Nancy Anne Miller offers a variey of workshops for poets that explore a variety of themes. For more information or to discuss workshops tailored to your needs, please contact her.
Tidelectics: ocean driven poems
The Barbadian poet Edward Kamau Braithwaite referred to poems influenced by the ocean as tidelectic poems. In this workshop we will firstly look to the canon for poems written about the ocean. Secondly, like the Greek orators who sharpened their voice against the rhythmic sound of the tide, we will seek to strengthen our individual voice as we let the incoming/outgoing waves scatter and collect our thinking. We will each go to the ocean ourselves and respond in kind with a poem.
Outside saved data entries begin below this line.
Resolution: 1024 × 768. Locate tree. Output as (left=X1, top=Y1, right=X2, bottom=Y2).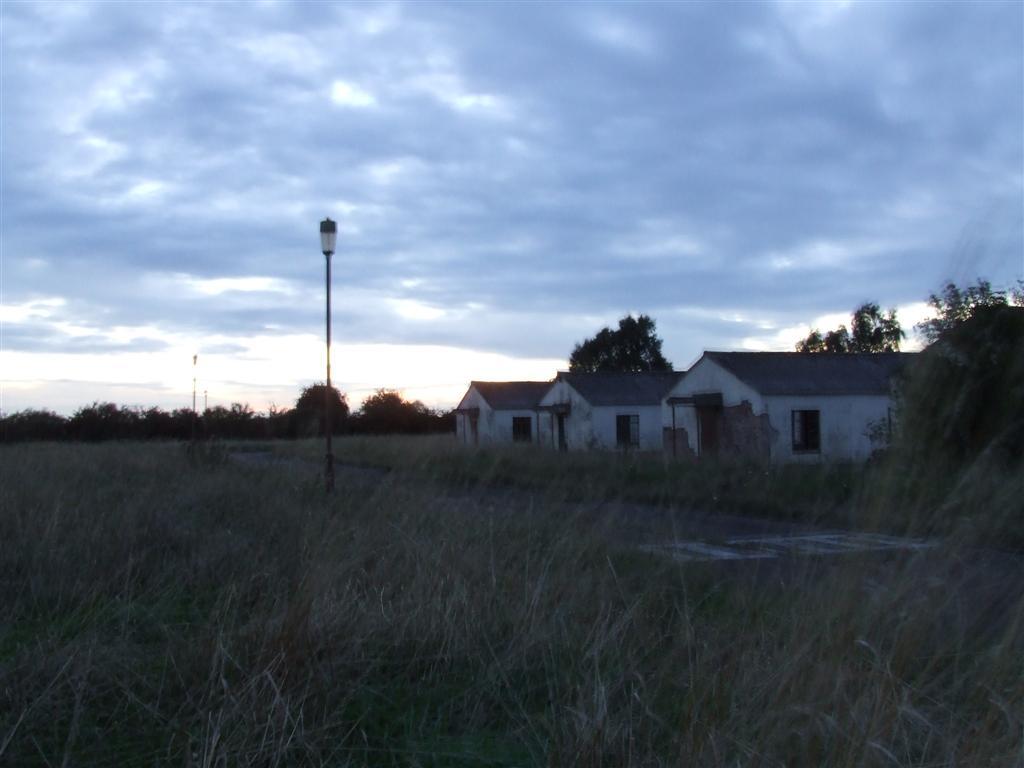
(left=571, top=310, right=672, bottom=372).
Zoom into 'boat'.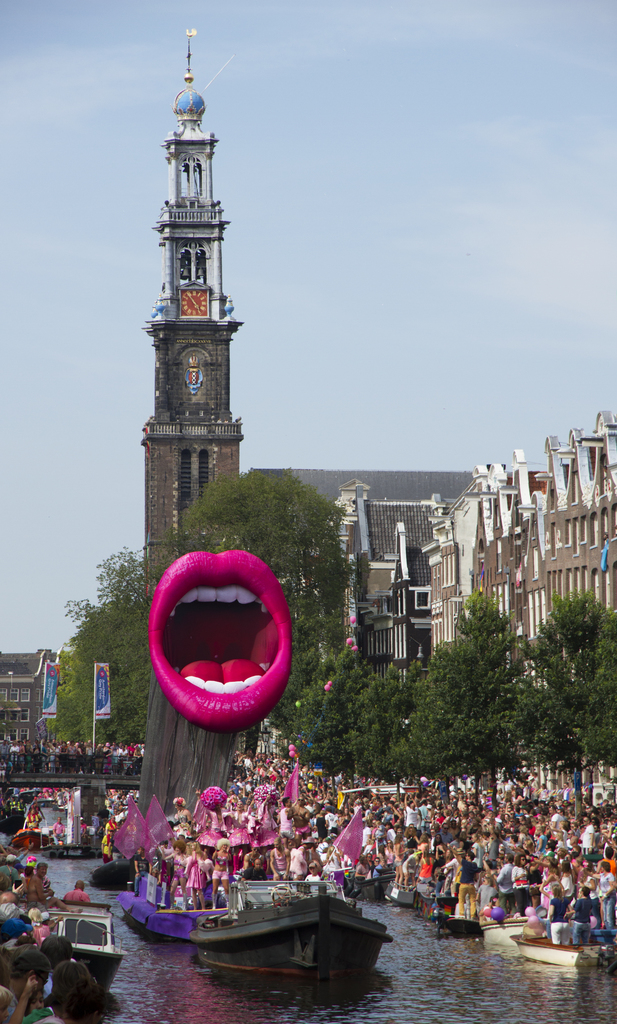
Zoom target: Rect(34, 795, 53, 812).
Time frame will be as follows. We each will have read the example poems to inspire our own renderings. We will have visited the ocean to revive our memory, so that by the session we will have a general sense of how we might approach the subject. We will then take forty minutes to share our response to poems in the canon, and to discuss a variety of ways to approach a tidelectic poem including: ocean as voice, metaphor, reflecting the environment, and as a source for childhood memories, etc. We will then have forty five minutes to write out our poem after which we will come back to share our poems. The sharing session will be for as long as we need to go over each piece effectively.
A prompt: I encourage each participant to think of the tide going out as their voice speaking to the ocean, and as the tide coming in as the ocean speaking to them.
This Is Not A Tourist Poem
“No ideas but in things.” —W.C.Williams
We will each choose a souvenir from our world travels and view it much like an anthropologist thinks about an artifact. Firstly, we will use the list method to find leadings from which to write about the object. Secondly, we will write an object poem from our list. The intention will be to have the tourist memento take us on a poetic journey into a deeper cultural and personal truth.
Time slots :30 minutes orientation where we discuss object poems by Francis Ponge, Sharon Olds, Charles Simic etc.30 minutes writing lists about the object. 30 minutes sharing from our list. 45 minutes to write an object poem.45 minutes to share.
A selection of object poems will be provided from the canon to read beforehand. If possible, please bring your object with you.
Who is in a Name?
In this workshop we will explore and write about our full name. How we were named, whom we were named after, the family history of our names. We will seek to acknowledge the riches of each one of our names, and to integrate the blessings of being called by them. We will journal about our difficulty with certain parts of our naming, as well as tell about the ones which we feel fit us. This workshop will meet on two different days.
Time breaks for the first session: 30 minute orientation where we share what we learned about our names when we researched them. We then will take 45 minutes to journal on each name, writing from such sources as events around the naming, historical and mythological persons named after, and our nick names. We will let the journaling lead us following Sir William Empson’s
method of a fortunate confusion. We will then meet to share our discoveries.
At session two we will seek to integrate aspects from each name into a poem or prose piece .The time for this will be 45 minutes. Finally, we will share how we embraced being called by our complete naming. We will take as long as we need for each piece. Both prose and poetry writers are welcome.
Homework:
Please look up the historical and mythological meaning of your names, and acquaint yourself with the family history around them before the workshop.
Film as Location: a workshop about the cinematic experiences in our lives.
In this workshop we will use films as our muse. We will have the opportunity to explore the experience of watching films,
select a film which has effected our lives,
recall an indelible image from a movie, or write in the voice of a character in a film.
There will be a group of poems provided ahead of time to inspire us. They will be taken from the anthology I Found It at the Movies by Guernica Editions.
Schedule: Meet at 9:oclock to discuss poems provided. 9:30 to 10:30 we will write our poems. 10:30 to 11:30 we will share our work. Prose may be used as well as poetry.
Stirring Dull Roots: an April poetry workshop
April is the cruelest month; breeding
Lilacs out of the dead land, mixing
Memory and desire, stirring
Dull roots with spring rain.
—T.S. Eliot
To honour poetry month, we will work in two Sunday afternoon sessions with both memory and desire to write new poems for spring. Nature will guide our writing as we read poems from Poems for a Small Planet: Contemporary American Nature Poetry edited by Robert Pack and Jay Parini (Middlebury Press.)